The Gerlach Barklow Company produced art calendars and advertising materials in Joliet, Illinois from 1907 through the late 1950s.* Their popular calendars were typically personalized for the businesses who purchased them to distribute to their customers as gifts. Many of the company’s illustration artists were women, some even residents of the local area. One of these, Zula Kenyon, studied art in The School of the Art Institute of Chicago along with her friend and colleague Adelaide Hiebel, also a Gerlach Barklow Company illustrator.
Zula Kenyon (1873-1947)
The Song of the Bluebird, copyrighted in 1924
Calendar illustration for 1926 Gerlach Barklow calendar line
Pastel on canvas
Shhboom Illustration Gallery
The large pastel, The Song of the Bluebird was produced by Zula Kenyon for use as a calendar published by the Gerlach Barklow Calendar Company. Kenyon’s early work for Gerlach Barklow was signed with only her last name because the company believed that customers would be reluctant to purchase images created by women. The Song of the Bluebird was Zula Kenyon’s first commission created for the Bluebird series in the 1926 calendar line. Depicting a young girl gazing at a bluebird, it has become the most widely recognized image of Gerlach Barklow’s long running series. Kenyon created many images for the Bluebird calendar series between 1926-1932, and again in 1939. Kenyon’s friend Adelaide Hiebel created several other Bluebird calendar images for Gerlach Barklow into the 1950’s. Many of the models used were local children. They were given a Raggedy Ann doll, and their parents were paid $5.00 for allowing their child to pose for an upcoming calendar.
The concept of a Bluebird calendar series came after the company founder, Theodore Gerlach, returned from a European trip with a print of The Spring Song, that depicted a young girl seated on a park bench and gazing at a bluebird. Then after Mr. and Mrs. Barklow attended a stage performance of Maeterlink’s, The Bluebird, the idea was born that Ms. Kenyon would create a calendar image along those same lines–an image of a little girl gazing at a bluebird in the springtime. That calendar illustration, The Song of the Bluebird, proved to be Gerlach Barklow’s most successful and popular image ever produced. The 1926 calendar company salesman sample booklet with this image stated, “Miss Kenyon has painted many pictures that recreate happy memories, but in “The Song of the Bluebird”, she has produced a classic destined to bring happiness of thousands, for with a study of rare beauty she has blended an exquisite touch of childhood romance. To us, the bluebird is a symbol of the birth of spring, coming as the first messenger of the opening of the buds and blossoms”.
Zula Kenyon (1873-1947)
My Bluebird, copyrighted in 1929
Calendar illustration for the 1930 Gerlach Barklow calendar
Bluebird series calendars continued to be produced by Gerlach Barklow for over thirty years and would become their trademark images. In 1940, Gerlach Barklow touted the Bluebird series as their most famous “follow-up” subject. Businesses that purchased advertising calendars, would have people coming into their grocery stores, drug stores and dairies in December, asking what the next year’s “Bluebird Girl” looked like, and requesting a calendar. This was a great early marketing tool for both the calendar company, as well as the local businesses that purchased calendars from them. . . especially at a time when nearly every household in America had a calendar provided by a local business displayed on their kitchen wall.
The legend that the bluebird brings happiness, shown by the pairing of a lovable young child and the bluebird of happiness was something that parents enjoyed having in their homes. Often these illustrations would be framed and displayed in a child’s bedrooms. Familiarity of these images allowed them to remain popular for many years. Even the popular song, Over the Rainbow, created for the 1939 movie, The Wizard of Oz, expressed the bluebird theme in the lyrics, “Somewhere over the rainbow, bluebirds fly”.
Zula Kenyon
My Luv’s Like a Red, Red Rose, copyrighted 1914.
Calendar illustration for 1915 Gerlach Barklow calendar
Pastel on canvas
Shhboom Illustration Gallery
Ms. Kenyon began doing artwork for the Gerlach Barklow Calendar Company of Joliet shortly after it was founded in 1907. Due to the popularity of Kenyon’s illustrations, she was soon given an exclusive contract with the Gerlach Barklow Calendar Company. She worked in a studio at the calendar company in Joliet for around 12 years before moving out west, due to health problems. Zula Kenyon completed more than 200 calendar illustrations for the Gerlach Barklow Calendar Company. Many were of pretty women holding bouquets of flowers. Ms.Kenyon continued producing artwork for calendar images into the late 1930’s.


▸ **Work order**
Transcribe the data exactly. Pictures stay out.

▸ **Records shown**
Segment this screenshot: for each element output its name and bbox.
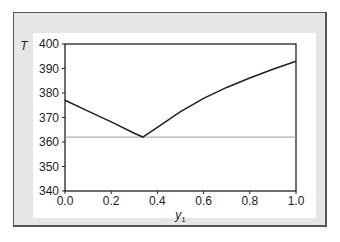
plot-area: 3403503603703803904000.00.20.40.60.81.0T…: [20, 37, 304, 224]
x-tick-label: 1.0: [288, 194, 305, 208]
y-tick-label: 360: [39, 135, 59, 149]
x-tick-label: 0.4: [149, 194, 166, 208]
y-tick-label: 390: [39, 62, 59, 76]
y-tick-label: 370: [39, 111, 59, 125]
x-tick-label: 0.6: [195, 194, 212, 208]
x-tick-label: 0.8: [241, 194, 258, 208]
plot-border: [65, 44, 296, 191]
chart-svg: 3403503603703803904000.00.20.40.60.81.0T…: [0, 0, 340, 242]
x-tick-label: 0.2: [103, 194, 120, 208]
x-axis-title: y1: [174, 208, 186, 224]
x-tick-label: 0.0: [57, 194, 74, 208]
y-tick-label: 350: [39, 160, 59, 174]
y-axis-title: T: [20, 39, 29, 53]
y-tick-label: 380: [39, 86, 59, 100]
y-tick-label: 400: [39, 37, 59, 51]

▸ **Task result**
Segment this screenshot: for each element output its name and bbox.
plot-area: 3403503603703803904000.00.20.40.60.81.0T…: [20, 37, 304, 224]
x-tick-label: 1.0: [288, 194, 305, 208]
y-tick-label: 360: [39, 135, 59, 149]
x-tick-label: 0.4: [149, 194, 166, 208]
y-tick-label: 390: [39, 62, 59, 76]
y-tick-label: 370: [39, 111, 59, 125]
x-tick-label: 0.6: [195, 194, 212, 208]
x-tick-label: 0.8: [241, 194, 258, 208]
plot-border: [65, 44, 296, 191]
chart-svg: 3403503603703803904000.00.20.40.60.81.0T…: [0, 0, 340, 242]
x-tick-label: 0.2: [103, 194, 120, 208]
x-axis-title: y1: [174, 208, 186, 224]
x-tick-label: 0.0: [57, 194, 74, 208]
y-tick-label: 350: [39, 160, 59, 174]
y-axis-title: T: [20, 39, 29, 53]
y-tick-label: 380: [39, 86, 59, 100]
y-tick-label: 400: [39, 37, 59, 51]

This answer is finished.